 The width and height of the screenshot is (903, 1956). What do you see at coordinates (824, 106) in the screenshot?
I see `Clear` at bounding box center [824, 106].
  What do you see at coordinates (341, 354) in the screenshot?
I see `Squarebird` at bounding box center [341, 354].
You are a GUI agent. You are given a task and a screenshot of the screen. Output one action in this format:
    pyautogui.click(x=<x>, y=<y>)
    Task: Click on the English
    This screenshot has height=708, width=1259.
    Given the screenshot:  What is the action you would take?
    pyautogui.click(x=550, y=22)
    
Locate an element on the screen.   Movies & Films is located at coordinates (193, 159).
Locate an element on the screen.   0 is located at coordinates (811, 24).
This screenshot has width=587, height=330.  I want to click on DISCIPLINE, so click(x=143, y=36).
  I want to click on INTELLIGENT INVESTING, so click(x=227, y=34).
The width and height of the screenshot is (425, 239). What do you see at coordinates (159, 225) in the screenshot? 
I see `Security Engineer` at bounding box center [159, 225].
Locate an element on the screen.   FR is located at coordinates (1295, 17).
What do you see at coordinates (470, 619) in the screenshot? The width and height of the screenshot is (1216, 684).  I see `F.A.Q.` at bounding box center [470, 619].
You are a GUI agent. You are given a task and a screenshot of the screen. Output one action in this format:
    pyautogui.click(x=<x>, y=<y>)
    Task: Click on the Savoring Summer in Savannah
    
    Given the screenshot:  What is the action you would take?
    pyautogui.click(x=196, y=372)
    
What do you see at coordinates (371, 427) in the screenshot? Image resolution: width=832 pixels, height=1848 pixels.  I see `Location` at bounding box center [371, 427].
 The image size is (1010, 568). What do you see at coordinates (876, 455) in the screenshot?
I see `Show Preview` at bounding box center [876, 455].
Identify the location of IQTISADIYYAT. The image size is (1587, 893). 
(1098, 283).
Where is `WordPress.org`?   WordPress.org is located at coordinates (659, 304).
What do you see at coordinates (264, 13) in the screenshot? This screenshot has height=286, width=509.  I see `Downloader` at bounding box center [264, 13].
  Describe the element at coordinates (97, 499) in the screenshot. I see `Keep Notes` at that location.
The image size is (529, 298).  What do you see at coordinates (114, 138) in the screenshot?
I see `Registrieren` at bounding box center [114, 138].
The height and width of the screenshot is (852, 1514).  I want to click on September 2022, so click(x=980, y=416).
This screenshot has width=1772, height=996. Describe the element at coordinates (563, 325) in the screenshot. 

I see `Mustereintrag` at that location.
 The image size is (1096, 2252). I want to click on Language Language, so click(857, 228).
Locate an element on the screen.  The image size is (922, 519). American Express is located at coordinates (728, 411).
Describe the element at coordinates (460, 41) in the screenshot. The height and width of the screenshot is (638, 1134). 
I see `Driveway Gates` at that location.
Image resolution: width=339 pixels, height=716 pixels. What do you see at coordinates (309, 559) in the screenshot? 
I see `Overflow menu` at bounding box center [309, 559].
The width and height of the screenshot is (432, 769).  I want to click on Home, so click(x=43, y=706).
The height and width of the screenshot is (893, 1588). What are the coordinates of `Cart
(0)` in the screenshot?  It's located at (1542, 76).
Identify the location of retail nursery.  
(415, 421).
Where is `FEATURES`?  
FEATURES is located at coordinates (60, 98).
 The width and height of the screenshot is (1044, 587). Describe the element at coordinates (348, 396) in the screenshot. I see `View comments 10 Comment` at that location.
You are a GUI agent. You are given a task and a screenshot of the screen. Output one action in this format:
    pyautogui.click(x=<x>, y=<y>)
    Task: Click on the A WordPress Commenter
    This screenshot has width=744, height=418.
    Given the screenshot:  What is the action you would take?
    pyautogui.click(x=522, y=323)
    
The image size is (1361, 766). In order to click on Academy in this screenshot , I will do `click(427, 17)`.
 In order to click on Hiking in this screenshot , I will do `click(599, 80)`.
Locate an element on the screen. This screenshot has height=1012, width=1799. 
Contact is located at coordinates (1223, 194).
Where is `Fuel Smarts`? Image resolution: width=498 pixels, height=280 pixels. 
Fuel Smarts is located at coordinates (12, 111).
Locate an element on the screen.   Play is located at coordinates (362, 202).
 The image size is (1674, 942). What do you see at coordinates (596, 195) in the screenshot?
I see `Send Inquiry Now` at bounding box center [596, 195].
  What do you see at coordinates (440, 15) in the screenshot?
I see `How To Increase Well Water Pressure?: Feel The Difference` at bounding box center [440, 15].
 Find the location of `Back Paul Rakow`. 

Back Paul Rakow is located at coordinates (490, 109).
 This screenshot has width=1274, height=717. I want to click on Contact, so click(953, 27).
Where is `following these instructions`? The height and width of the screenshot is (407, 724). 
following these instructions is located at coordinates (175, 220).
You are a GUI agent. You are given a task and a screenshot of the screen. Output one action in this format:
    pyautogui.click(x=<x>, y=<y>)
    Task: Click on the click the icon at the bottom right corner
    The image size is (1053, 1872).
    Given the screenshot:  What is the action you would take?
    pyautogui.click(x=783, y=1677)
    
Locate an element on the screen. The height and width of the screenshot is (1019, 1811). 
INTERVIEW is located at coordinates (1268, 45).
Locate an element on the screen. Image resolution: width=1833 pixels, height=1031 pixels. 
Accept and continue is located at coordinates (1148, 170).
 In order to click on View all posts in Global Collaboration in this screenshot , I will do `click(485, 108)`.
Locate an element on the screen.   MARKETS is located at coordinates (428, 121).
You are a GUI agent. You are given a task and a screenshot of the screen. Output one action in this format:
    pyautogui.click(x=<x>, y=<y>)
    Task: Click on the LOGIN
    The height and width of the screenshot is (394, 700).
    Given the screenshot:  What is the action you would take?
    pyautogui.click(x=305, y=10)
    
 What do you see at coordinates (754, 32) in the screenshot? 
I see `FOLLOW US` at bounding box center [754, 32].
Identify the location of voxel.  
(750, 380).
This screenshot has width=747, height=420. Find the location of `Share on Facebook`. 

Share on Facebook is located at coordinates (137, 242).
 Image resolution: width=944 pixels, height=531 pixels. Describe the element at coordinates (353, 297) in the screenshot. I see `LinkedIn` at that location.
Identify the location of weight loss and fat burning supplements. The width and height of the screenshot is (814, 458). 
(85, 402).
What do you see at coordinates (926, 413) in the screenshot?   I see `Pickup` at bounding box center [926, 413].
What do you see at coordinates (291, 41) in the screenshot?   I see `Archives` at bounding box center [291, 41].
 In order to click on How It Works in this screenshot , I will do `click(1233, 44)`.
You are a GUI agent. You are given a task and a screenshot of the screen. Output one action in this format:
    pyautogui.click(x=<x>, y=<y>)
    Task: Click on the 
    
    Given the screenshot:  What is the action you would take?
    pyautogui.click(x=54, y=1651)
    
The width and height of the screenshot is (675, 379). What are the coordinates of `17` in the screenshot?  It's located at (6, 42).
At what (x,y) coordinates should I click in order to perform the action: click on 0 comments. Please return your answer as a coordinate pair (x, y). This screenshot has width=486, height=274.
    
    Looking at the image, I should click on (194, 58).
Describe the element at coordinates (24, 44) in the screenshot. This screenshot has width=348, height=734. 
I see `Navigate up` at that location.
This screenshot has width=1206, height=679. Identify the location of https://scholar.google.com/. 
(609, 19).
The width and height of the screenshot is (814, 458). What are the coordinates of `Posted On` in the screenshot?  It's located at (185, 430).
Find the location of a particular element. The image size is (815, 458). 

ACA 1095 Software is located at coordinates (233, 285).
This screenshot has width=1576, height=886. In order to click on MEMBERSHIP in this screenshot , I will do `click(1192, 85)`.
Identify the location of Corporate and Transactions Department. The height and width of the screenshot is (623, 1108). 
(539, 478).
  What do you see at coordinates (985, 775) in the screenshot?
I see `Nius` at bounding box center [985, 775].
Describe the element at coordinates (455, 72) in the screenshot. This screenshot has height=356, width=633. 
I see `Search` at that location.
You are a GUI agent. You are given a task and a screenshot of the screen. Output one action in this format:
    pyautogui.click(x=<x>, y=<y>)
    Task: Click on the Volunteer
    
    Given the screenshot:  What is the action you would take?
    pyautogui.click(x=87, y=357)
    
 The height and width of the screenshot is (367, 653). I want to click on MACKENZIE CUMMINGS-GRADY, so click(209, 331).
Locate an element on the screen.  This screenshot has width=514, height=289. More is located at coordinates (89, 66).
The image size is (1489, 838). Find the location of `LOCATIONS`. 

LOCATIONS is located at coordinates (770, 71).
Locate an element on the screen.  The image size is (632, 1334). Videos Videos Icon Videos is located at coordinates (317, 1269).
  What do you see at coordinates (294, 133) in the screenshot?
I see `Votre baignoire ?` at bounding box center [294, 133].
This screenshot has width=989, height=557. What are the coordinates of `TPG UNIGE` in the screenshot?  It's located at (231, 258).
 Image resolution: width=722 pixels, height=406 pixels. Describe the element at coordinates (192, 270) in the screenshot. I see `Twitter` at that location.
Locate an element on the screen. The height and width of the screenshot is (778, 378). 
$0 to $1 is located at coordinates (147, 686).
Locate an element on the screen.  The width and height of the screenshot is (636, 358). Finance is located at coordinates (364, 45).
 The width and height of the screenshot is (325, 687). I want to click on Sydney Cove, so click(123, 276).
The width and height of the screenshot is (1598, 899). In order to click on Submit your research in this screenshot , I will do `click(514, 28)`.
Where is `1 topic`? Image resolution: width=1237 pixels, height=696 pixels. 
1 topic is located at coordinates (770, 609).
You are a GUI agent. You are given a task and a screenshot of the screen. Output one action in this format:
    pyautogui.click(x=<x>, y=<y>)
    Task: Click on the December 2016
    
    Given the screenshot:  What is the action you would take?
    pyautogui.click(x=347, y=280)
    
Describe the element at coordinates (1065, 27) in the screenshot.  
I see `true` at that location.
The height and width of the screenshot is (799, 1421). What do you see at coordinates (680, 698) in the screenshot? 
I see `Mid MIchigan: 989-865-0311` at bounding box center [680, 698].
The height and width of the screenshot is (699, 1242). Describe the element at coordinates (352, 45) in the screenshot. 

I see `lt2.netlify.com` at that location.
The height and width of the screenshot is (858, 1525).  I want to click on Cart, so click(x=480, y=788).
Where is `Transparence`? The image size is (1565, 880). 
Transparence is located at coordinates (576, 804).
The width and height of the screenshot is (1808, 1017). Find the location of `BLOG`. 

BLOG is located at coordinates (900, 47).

■ ■ ■

▸ Exercise objective
Report how many lines in the data include the word "Cart", and give nothing but the count.

▸ Solution to this task
2